From: Peter Gammie <peteg42@gmail.com>
Hello,
I want to make a bunch of definitions using a fairly large context, and then turn those definitions into a function of one of the parameters for use in later definitions/lemmas.
Here is a sketch of what I've tried:
(*
Attempt to simulate lambda abstraction at the locale level.
Locale L is a large context. Locale A just adds a fixed-but-arbitrary
parameter 'a' to it, then a series of definitions are made using 'a' and L,
and a lemma or two shown.
We later want to use the lemmas of A in the context of L for arbitrary
values of 'a'. The complication is we want 'a' to be lambda-abstractable
in later terms.
We need the "for" clause in A otherwise the type variables are renamed.
*)
theory t
imports Main
begin
locale L =
fixes x :: "'a"
and X :: "'a set"
assumes x: "x ∈ X"
print_locale L
lemma (in L) P: "x ∈ X ⟹ P x"
sorry
locale A = L x X for x and X :: "'a set" +
fixes a :: "'a"
print_locale A
definition (in A)
"f y ≡ {a}"
definition (in A)
"g y ≡ X - {a}"
lemma (in A) Q: "Q (f y) (g y) x ⟹ x ∈ X"
sorry
(* Propagate def's and Q and into locale L. Trivial as A has no axioms. *)

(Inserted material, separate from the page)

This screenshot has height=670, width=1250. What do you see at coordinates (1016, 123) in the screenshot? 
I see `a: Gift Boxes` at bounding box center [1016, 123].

sublocale L ⊆ A by (unfold_locales)
print_locale! A
print_locale! L
(* How do we give 'a' a value here? *)
lemma (in L) "(λy. Q (f y) (g y) x) 1 ⟹ P x"
proof -
from Q have "⋀y. Q (f y) (g y) x"
unfolding f_def g_def
(* wheels have fallen off *)
I have a feeling I'm doing it wrong. I could do this at the term level, but it gets unreadable quite quickly.

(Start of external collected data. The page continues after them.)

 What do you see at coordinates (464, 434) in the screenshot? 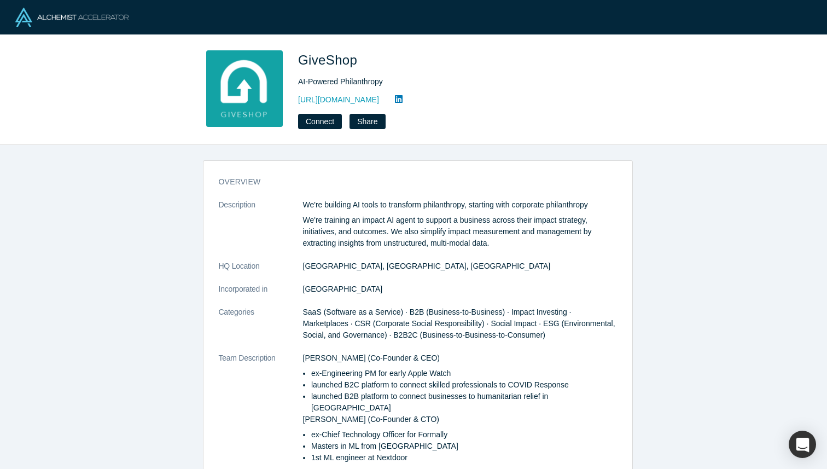
I see `li: ex-Chief Technology Officer for Formally` at bounding box center [464, 434].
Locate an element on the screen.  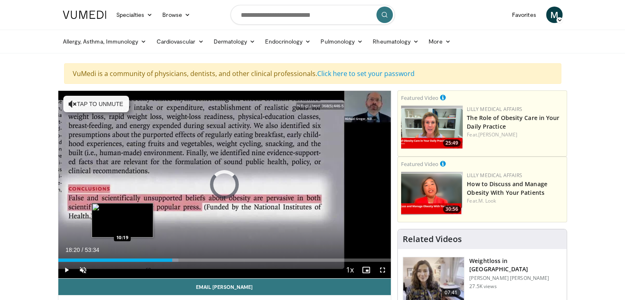
input: Search topics, interventions is located at coordinates (313, 15).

BTW I saw Brian Huffman's post:
https://lists.cam.ac.uk/pipermail/cl-isabelle-users/2008-June/msg00045.html
that looked like it might be a step towards solving my problem. The ML code has rotted wrt Isabelle-2009-1, and the implementation manual has a big FIXME for the section on attributes. Any chance of a pointer or fix?
cheers
peter
From: Florian Haftmann <florian.haftmann@informatik.tu-muenchen.de>
Hi Peter,
sublocale L ⊆ A by (unfold_locales)
if you want to instantiate the 'a' parameter in locale 'A', this is your
"only chance", e.g.
sublocale L ⊆ A x X x
Then you also should add a namespace prefix, e.g.
sublocale L ⊆ A: A x X x
If this is not what you intend to do, do not hesitate to ask further
questions with some hints what you plan to model. Locales are a
powerful abstraction mechanisms, but their application sometimes
requires some care and inadvertently comes with some restrictions.
Hope this helps
Florian
signature.asc
From: Peter Gammie <peteg42@gmail.com>
Florian:
Thanks for your comments.
I came to understand that I was asking for too much: at the very least, Isabelle has no syntax for (lambda-) abstracting a free variable from several definitions (like what happens in the example I posted).
So I gave up on these locales and went back to the tried and true record + predicate approach. I'm not so happy with that as I lose the syntactic niceties (e.g. a pleasant introduction mechanism) but it is not so bad.